Where McGonagall was headed after all those ellipses is anybody's guess. More anti-Burns rambling? More babbling in pseudo Latin (this roughly translates as "perseverance of an innate quality through" ... what ... "inquiry," maybe?) It is another example of McGonagall's pretensions to greatness that he would suddenly discuss his genius in a language of antiquity, but that he further would simply invent the Latin to do so!

McGonagall avidly sought his notoriety as a poet. He received a small fee -- between a half-pound and a pound -- to travel and recite his poetry across Scotland, and, occasionally, as far south as London.

Audiences delighted in the poet, showing up in droves to make sport of him, and how could they resist? What dull evening would not be brightened by a snippet of bad rhyme, such as these two lines from "The Death of Lord and Lady Dalhousie:" "Alas! Lord and Lady Dalhousie are dead, and buried at last, / Which causes many people to feel a little downcast."
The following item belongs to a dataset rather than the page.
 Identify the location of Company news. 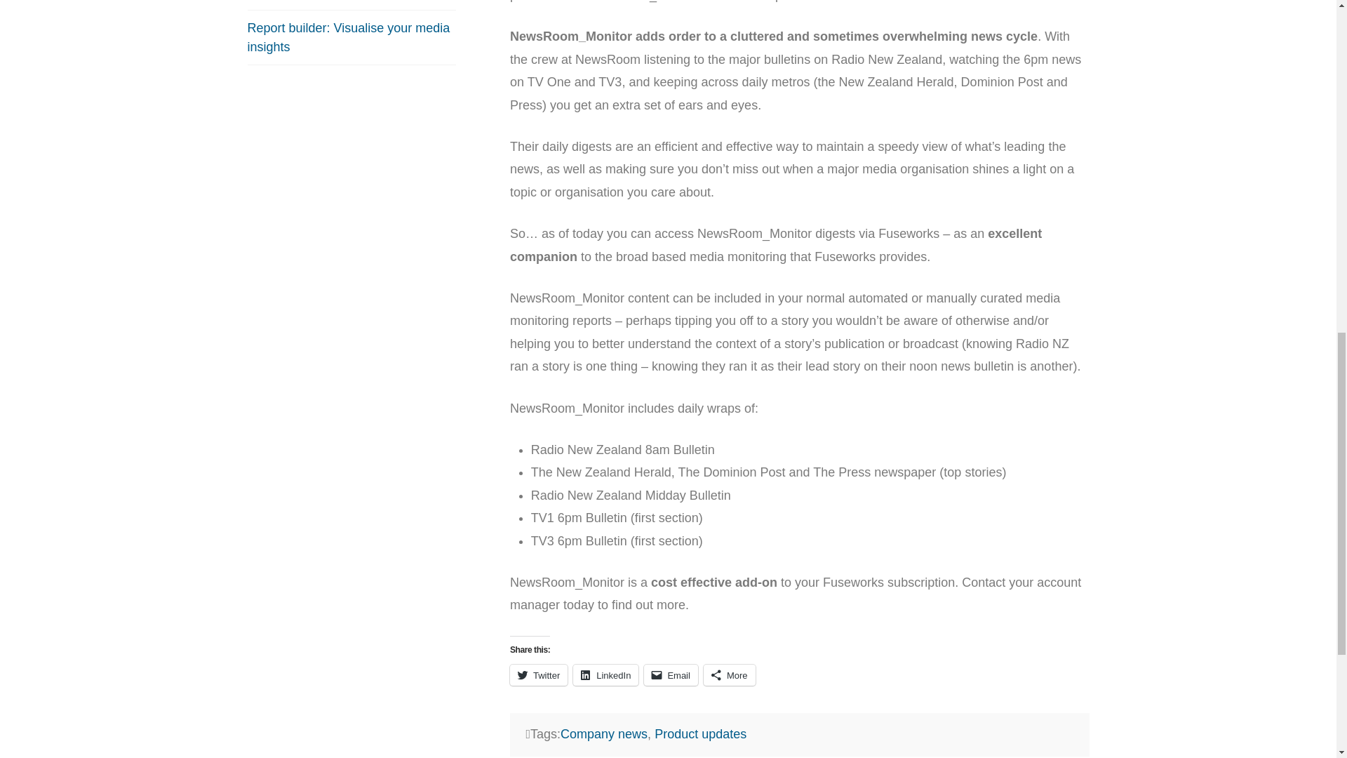
(603, 734).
One newspaper report from the time related the indignities McGonagall suffered for his poor art. The story describes McGonagall, dressed in kilt, plaid, sporran, and feathered bonnet, hoarsely shouting his verses while his audience responds by pelting him with eggs, herrings, potatoes, stale bread, an event that culminated in McGonagall drawing a sword and slashing wildly at the air, and then taking a quick bow.

Bad poets must be prepared to make a spectacle of themselves, but they should be duly warned: McGonagall set the bar high. There was his disastrous trip to New York, a city that caused the poet to wax lyrical, saying:

OH mighty City of New York! you are wonderful to behold,
Your buildings are magnificent, the truth be it told,
They were the only things that seemed to arrest my eye,
Because many of them are thirteen storeys high.

However, things were not so mighty (OH!) when McGonagall actually visited the city in 1887, entreated to read by a series of letters that proved to be forged.

Arriving with only eight shillings, he made the rounds of music halls, where he was told, in no uncertain terms, that he would not be able to find an audience. He then set out to sell his poems, but, much to his chagrin, found people would not even read them.

After three weeks, penniless, he wrote home for money, pleading with a friend, "For God's sake, take me home from this second Babylon." He would later write of his adventure, "I love New York, for it made me Love my own land the better."

Alas, like his poetry, McGonagall did not end well. In 1902, after years of writing unhappy letters complaining of "bronchitis, deafness, 'noises in the head', &c.", he died and was buried in a pauper's grave.

But he has left us a comic image of lasting greatness. Who among us can live up to the vision of McGonagall, decked out in ill-fitting Scottish ceremonial regalia, besotted with egg and flour, shouting his fractured verse while waving his sword at a hooting audience? By these standards, most contemporary poetry readings are positively unwatchable.